I want to find the minimum of the curve it approximates using a simple gradient descent. It’s not to train the network. So yes. I could get that value using ReverseDiff.jl but I was hoping to use Flux to use the built-in optimizers.
nn = Dense(5,1)
static_input = [1.,2,3,4]
variable_input = param([5])
ps = Flux.Params(variable_input)
g = Flux.gradient(ps) do
sum(nn(vcat(static_input, variable_input)))
end
I think it does, g.grads is an IdDict of length 1 so It appears to have computed something like what I expect. But this is supposed to return the gradient I want isn’t it ?
>julia g[variable_input]
ERROR: KeyError: key Tracker.Tracked{Array{Float64,1}}(0x00000000, Tracker.Call{Nothing,Tuple{}}(nothing, ()), true, [0.8417484760284424]) not found
Stacktrace:
[1] getindex at ./abstractdict.jl:599 [inlined]
[2] getindex at /home/dehaybe/.julia/packages/Tracker/m6d46/src/params.jl:39 [inlined]
[3] getindex(::Tracker.Grads, ::TrackedArray{…,Array{Float64,1}}) at /home/dehaybe/.julia/packages/Tracker/m6d46/src/params.jl:43
[4] top-level scope at REPL[14]:1
Yes it does, thank you ! So to sum up, I had to use both param and Params and the inputs of Params should be arrays of tracked objects, not a tracked array.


Assignment -> Across the whole listing, how many lines hold the word "departmentID"? Reply with the number by itself.

Given data ->
────────────────
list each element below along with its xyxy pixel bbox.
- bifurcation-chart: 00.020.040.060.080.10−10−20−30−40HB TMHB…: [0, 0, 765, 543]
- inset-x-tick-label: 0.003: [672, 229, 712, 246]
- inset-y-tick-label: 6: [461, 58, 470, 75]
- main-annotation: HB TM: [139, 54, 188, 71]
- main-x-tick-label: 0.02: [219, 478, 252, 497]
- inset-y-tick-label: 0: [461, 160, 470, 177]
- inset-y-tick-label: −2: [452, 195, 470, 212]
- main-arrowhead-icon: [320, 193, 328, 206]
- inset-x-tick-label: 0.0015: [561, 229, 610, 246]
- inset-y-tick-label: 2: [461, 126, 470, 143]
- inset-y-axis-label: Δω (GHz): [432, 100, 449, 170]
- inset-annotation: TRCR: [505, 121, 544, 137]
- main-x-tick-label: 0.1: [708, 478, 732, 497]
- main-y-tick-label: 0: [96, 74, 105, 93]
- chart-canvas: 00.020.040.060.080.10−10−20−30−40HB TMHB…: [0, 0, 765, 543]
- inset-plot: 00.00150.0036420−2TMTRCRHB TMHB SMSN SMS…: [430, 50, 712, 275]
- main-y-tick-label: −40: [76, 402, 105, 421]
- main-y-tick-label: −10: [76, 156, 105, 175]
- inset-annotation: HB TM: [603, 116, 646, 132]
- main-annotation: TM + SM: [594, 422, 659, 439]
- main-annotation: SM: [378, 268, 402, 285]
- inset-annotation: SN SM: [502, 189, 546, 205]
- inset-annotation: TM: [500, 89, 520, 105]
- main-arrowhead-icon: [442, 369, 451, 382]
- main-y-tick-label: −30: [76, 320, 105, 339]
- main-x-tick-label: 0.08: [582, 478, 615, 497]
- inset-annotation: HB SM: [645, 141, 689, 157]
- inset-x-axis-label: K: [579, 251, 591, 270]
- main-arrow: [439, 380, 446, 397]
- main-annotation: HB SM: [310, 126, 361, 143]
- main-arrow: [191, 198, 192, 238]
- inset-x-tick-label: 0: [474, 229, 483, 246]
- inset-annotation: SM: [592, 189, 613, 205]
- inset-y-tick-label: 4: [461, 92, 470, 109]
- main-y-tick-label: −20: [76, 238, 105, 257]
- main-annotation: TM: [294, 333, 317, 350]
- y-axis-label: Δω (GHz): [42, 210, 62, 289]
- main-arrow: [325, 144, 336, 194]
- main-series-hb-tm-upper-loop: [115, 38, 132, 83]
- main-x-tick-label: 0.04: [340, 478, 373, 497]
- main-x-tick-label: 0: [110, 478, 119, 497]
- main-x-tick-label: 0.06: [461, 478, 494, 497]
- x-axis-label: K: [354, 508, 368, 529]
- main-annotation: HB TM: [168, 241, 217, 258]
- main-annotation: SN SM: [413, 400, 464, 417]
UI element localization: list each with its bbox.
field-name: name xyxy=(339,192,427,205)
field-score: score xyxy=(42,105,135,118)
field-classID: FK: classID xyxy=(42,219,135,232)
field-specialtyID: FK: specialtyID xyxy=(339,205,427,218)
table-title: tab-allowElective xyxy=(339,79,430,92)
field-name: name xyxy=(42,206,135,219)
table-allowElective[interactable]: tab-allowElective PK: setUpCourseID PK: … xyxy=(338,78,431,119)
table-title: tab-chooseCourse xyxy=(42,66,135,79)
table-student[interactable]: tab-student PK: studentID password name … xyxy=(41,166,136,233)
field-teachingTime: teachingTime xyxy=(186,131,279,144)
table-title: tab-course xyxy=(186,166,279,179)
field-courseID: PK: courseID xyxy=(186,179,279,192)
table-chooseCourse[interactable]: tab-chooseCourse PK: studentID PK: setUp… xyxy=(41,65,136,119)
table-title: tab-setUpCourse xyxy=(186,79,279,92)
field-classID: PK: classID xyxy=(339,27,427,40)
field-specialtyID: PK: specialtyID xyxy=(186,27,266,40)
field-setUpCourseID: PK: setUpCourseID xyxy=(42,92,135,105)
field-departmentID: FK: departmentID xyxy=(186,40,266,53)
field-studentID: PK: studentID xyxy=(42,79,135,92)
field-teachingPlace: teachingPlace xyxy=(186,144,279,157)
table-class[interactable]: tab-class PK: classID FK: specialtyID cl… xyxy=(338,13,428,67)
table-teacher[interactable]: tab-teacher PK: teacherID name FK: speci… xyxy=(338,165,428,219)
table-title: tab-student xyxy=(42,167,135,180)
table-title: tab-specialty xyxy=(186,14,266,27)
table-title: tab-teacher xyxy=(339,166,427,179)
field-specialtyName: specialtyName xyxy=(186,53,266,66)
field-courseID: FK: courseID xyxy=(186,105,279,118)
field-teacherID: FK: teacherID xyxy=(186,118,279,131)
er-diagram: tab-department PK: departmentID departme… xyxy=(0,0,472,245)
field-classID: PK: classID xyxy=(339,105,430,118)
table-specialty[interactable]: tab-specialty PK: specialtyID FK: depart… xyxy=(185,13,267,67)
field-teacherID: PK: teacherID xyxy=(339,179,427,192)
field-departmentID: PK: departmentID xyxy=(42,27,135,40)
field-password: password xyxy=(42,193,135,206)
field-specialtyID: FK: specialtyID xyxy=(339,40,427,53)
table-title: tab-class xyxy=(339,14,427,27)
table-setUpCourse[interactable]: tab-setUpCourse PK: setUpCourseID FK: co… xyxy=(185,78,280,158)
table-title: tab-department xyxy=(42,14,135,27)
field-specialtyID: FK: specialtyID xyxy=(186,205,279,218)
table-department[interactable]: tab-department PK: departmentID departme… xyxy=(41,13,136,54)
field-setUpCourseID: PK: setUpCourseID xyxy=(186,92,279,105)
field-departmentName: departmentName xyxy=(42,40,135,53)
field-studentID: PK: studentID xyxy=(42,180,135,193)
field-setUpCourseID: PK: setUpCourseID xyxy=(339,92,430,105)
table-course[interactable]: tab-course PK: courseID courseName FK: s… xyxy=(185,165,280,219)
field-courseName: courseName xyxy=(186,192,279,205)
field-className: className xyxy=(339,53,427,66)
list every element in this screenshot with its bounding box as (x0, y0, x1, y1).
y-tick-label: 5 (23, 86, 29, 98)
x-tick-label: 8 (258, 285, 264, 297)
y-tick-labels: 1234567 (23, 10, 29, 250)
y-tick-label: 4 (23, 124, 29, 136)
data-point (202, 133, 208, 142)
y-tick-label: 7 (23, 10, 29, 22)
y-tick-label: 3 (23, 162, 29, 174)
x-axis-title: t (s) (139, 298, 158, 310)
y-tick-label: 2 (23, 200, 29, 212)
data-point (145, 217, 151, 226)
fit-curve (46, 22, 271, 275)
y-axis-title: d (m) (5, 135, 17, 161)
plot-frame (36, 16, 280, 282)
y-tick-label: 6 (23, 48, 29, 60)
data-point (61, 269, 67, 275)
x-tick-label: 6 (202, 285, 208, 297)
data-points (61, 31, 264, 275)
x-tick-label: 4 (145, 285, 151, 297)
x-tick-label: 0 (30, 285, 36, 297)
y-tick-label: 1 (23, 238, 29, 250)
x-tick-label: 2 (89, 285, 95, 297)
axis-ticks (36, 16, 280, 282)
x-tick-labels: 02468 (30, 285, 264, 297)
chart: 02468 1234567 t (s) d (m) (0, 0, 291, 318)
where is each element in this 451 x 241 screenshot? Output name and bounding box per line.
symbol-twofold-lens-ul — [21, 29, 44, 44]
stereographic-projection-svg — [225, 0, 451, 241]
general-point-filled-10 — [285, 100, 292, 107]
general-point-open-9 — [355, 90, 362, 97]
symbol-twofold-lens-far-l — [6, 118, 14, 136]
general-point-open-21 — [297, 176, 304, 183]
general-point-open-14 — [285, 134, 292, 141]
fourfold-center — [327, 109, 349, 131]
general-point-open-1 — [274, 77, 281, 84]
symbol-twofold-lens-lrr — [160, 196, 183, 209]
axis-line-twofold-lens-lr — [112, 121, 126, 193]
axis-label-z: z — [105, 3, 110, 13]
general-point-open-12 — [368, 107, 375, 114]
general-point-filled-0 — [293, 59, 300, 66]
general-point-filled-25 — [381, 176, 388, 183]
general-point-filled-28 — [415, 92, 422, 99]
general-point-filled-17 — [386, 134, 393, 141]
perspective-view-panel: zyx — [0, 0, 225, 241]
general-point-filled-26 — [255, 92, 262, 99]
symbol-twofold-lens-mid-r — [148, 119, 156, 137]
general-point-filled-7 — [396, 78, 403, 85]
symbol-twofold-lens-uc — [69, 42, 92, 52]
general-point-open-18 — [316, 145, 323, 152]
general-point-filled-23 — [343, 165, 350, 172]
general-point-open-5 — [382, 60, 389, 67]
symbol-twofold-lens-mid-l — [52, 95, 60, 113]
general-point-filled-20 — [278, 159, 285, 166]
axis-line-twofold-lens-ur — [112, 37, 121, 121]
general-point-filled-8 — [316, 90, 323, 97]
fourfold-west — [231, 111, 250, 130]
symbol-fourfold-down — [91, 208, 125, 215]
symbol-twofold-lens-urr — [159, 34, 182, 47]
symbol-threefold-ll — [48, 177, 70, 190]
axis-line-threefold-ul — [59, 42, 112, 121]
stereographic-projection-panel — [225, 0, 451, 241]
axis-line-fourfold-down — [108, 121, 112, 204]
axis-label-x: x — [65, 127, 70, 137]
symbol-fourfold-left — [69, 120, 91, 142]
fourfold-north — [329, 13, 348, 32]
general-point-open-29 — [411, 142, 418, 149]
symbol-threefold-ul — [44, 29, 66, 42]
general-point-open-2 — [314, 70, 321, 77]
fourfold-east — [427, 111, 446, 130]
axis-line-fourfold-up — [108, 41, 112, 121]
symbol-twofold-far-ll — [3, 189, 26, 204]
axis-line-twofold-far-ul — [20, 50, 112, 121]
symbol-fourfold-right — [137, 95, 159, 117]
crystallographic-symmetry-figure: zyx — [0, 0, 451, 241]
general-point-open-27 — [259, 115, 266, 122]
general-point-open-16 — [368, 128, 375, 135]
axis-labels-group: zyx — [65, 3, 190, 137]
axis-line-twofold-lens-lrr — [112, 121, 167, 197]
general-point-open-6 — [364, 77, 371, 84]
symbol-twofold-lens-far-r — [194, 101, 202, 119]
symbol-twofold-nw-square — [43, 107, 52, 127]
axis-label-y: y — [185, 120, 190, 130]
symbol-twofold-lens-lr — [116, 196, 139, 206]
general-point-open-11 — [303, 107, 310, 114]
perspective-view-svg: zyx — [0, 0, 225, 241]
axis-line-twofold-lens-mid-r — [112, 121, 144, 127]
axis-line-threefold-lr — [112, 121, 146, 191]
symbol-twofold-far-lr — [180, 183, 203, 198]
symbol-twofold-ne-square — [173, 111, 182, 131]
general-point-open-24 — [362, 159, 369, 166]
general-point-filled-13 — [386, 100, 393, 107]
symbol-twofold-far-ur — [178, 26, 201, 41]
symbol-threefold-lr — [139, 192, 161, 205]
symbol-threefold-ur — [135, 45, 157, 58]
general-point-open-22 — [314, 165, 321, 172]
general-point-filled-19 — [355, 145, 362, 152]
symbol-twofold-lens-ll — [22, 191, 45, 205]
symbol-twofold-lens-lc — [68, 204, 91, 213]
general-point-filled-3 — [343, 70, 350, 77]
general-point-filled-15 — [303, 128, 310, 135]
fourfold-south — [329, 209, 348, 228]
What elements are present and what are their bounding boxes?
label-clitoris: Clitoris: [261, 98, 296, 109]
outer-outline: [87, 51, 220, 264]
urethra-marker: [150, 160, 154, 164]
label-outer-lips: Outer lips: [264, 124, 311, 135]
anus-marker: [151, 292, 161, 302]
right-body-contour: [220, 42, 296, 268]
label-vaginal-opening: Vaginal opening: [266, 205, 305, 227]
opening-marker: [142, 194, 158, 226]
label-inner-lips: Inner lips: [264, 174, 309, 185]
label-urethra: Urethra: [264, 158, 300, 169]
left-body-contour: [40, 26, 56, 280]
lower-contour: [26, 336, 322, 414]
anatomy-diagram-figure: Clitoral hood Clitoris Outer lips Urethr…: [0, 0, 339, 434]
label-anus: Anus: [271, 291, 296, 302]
────────────────
Task result -> 4